Donald Trump ideas of winning in New Hampshire
February 10, 2016
The Donald Trump who won the New Hampshire primary in a landslide is a different candidate from the one who finished second in Iowa last week.
Heading into this contest, he was a bit more humble, acknowledging that he needed more than an outsize personality to win elections. He spent more time with voters one-on-one and allowed reporters more access. He was a bit more composed and - compared with his normal tone - made somewhat fewer controversial comments.
Trump now heads to South Carolina's February 21 Republican primary with a new burst of confidence and momentum. But Iowa and New Hampshire exposed weaknesses in Trump's campaign that, if not corrected, could become liabilities in the coming weeks, especially as the field narrows and he has to juggle more than one primary at a time.
Labelling Trump as a non-traditional candidate or a political outsider does not fully capture the extent to which he has set the traditional campaign rule book on fire. He celebrated a victory that few would have predicted a year ago or even a few months ago.
In many ways, Trump is his own spokesman, campaign manager, strategist and policy adviser. He is such a constant presence in the daily news cycle that when he briefly takes a break from actively campaigning his absence is noticed and criticised.
Some in New Hampshire questioned why he didn't spend all eight days after the Iowa caucuses in their state.
For months, Trump has employed a long-term strategy, never becoming too focused on the first few nominating contests and making regular appearances in the states to come. In the week between Iowa and New Hampshire, he ventured to South Carolina and Arkansas. This week, Trump will hold rallies in South Carolin, Louisiana and Florida.
He seems happiest doing one major rally per day - especially in places that rarely see presidential candidates - and thousands easily pack into large arenas.

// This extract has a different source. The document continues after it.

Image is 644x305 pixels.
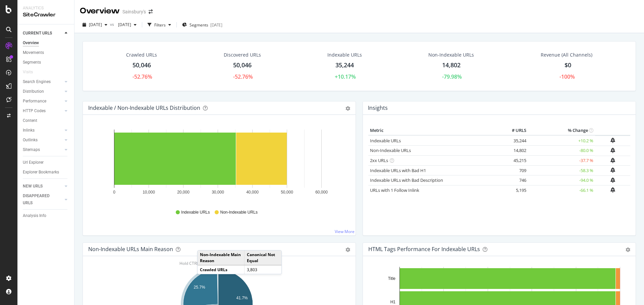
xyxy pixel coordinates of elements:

But in New Hampshire, Trump experimented with small town-hall meetings capped at 200, wandering around with a microphone instead of standing behind a lectern where he has long seemed most comfortable.
At three such events on Friday and two more on Tuesday, Trump showed a softer, more personable side as he listened to locals share their problems: a father who lost his son to prescription drugs, a flight attendant who had to quit her job after the 9/11 terrorist attacks and a small-business owner who feels crushed by regulations.
This rush of events, often announced at the last minute, revealed just how disorganised Trump's campaign can be. At Trump's rally on Tuesday, hundreds of reporters had to wait outside in a snowstorm for at least 45 minutes because of a slow-moving and understaffed security line, even though the campaign had a rough head count ahead of time.
The campaign sent reporters a list of eight campaign stops that Trump's daughter Ivanka Trump would make on her father's behalf, complete with exact locations and times.
When reporters showed up to one of these stops - Mary Ann's diner in Derry about lunchtime - Ivanka Trump seemed alarmed that reporters were there and refused to answer questions.
"I'm just a daughter supporting her father," she said, before leaving the diner ahead of schedule with her husband.
On the trail, Trump is unpredictable and politically incorrect - two things that have been key to his popularity with conservatives but that have made him a rather unmanageable candidate.
In the days after Iowa, Trump seemed to tone down his rhetoric on the campaign trail and spent less time attacking his opponents.
He was refocusing on his core issues: stopping illegal immigration, fighting terrorism, standing up to lobbyists and bringing jobs back from overseas.
The campaign spent US$850,000 airing a commercial that featured some of Trump's minority supporters explaining why they support him - a far different message than the ads Trump ran in Iowa showing wartime explosions and people rushing across the border. Many of Trump's tweets suddenly read like formal campaign talking points rather than, as they usually do, the candidate's random thoughts.
But Trump is still Trump. On the eve of the primary, Trump was in the midst of a rowdy, rock-concert-like rally in Manchester when he mentioned that campaign rival Senator Ted Cruz (Texas) was hesitant to fully support waterboarding, the interrogation technique the Obama Administration considers torture. A woman in the crowd shouted something.
"She just said a terrible thing," Trump said with a smile.
"You know what she said? Shout it out."
The woman shouted louder but still couldn't be heard in the cavernous arena filled with about 5000 people and hundreds of journalists.
"She said, 'He's a pussy.' That's terrible," Trump said, jokingly reprimanding the woman for calling a senator such a vulgar word.
That five-letter word became the headline of the rally and on the morning of the primary it came up again and again in a series of television interviews. The comment didn't exactly make Trump look presidential, although he insisted that he was just having some fun and would never use such a word himself, especially in the White House.
"I'll tell you what," Trump said in an interview with NBC, "when you're president or you're about to be president, you would act differently."